Preaching prioritizes church health. Pastors and churches should always prioritize church health over church growth. Congregational health consists of fidelity of doctrine, holiness of lifestyle, and unity of fellowship. Preaching should reject the bigger-is-better delusion. The pulpit keeps the main thing the main thing. Focus the church on its Christ-given mission. A Bible-teaching pulpit nurtures a Bible-regulated congregation.
The preacher should live as a preacher, watching his life and doctrine. The preacher should also labor as a preacher, giving himself to the hard work of prayer and the ministry of the word. And the preacher should lead as a preacher.
The pastor is often judged by the work he does outside of the pulpit more than the work he does in it. Yet there is no biblical dichotomy between the pastor as a preacher and the pastor as a leader. Preaching is leadership!
First and foremost, the pastor-teacher is charged to preach the word (2 Timothy 4:1-2). His leadership should flow out of his preaching, not compete with it. In a real sense, expositional preaching should result in expositional leadership. As goes the pulpit, so goes the church.
Why should the pastor-teacher lead from the pulpit?
Preaching builds pastoral influence. Leadership is influence. Influence requires trust. Trust takes time. Your title does not give you credibility. Your character does. The best way to gain leadership influence is to live and preach the word. The power is in the pulpit, not the boardroom. Don’t go into meetings as if you are the C.E.O. of a corporation. Go to the pulpit as if you are the shepherd of a flock who labors in preaching and teaching.
Preaching develops biblical convictions. The primary job of the pastor-teacher is to make disciples who think and act biblically. The disciple-making process consists of teaching believers to obey the commands of Jesus. This is the heart of pastoral work. Preaching cultivates a biblical worldview in strategic ways nothing else can. Preach in such a way that helps your people understand what they believe and why they believe it.
Preaching regulates corporate worship. Many churches live with a divorced but cohabitating relationship between music and preaching. However, music in worship should be an extension of the ministry of the word (Colossians 3:16). The corporate worship of the local church should be word-centered.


● REQUIRED WORK:
Each line of the data below either holds "from" or does not. Report how many do, and only that.
=== GIVEN DATA ===
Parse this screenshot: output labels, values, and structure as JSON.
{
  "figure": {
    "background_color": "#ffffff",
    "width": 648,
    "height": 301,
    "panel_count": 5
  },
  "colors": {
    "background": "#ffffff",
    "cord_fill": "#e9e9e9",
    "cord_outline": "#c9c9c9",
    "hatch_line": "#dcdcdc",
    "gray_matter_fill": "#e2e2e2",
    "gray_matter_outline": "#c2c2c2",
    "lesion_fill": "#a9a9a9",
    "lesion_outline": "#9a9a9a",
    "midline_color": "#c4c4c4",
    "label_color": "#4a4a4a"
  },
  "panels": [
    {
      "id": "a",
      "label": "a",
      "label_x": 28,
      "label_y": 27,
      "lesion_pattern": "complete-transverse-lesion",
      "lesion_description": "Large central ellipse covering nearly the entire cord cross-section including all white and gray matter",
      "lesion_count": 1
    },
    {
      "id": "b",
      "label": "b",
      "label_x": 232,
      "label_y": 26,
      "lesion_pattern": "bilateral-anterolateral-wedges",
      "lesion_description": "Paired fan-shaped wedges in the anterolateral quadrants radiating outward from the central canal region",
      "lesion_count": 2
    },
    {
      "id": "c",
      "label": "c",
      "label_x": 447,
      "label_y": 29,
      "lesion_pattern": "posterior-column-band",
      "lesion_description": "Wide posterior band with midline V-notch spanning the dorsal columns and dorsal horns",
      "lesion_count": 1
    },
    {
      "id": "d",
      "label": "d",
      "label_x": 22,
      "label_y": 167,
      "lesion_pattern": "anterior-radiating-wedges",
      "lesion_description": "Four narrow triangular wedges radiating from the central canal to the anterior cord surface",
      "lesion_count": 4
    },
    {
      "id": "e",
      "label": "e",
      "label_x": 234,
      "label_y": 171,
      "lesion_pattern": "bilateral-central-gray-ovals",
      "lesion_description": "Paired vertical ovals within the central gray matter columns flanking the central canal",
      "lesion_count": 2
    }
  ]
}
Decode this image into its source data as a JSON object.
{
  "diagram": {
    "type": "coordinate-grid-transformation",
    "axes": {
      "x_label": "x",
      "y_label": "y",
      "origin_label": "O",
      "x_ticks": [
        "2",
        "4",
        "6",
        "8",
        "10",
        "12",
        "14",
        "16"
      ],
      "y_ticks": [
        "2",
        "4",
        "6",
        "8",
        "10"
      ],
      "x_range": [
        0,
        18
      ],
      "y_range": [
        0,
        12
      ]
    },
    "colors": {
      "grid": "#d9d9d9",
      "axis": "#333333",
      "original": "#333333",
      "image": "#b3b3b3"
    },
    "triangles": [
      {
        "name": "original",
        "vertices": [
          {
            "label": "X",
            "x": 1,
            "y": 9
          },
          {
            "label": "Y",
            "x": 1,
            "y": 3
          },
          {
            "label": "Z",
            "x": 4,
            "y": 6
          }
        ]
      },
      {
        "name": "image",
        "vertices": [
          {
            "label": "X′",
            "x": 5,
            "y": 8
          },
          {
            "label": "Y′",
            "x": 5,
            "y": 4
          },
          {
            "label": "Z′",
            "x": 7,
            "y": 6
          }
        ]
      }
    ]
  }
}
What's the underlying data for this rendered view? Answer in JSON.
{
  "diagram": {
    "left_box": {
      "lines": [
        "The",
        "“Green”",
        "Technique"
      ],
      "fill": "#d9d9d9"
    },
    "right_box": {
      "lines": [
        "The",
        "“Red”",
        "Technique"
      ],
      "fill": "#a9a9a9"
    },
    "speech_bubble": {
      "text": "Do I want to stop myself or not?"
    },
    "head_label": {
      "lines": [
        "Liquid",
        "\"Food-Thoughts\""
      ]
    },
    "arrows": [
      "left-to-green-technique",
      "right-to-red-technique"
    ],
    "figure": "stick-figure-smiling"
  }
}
===
● RESPONSE BELOW:
2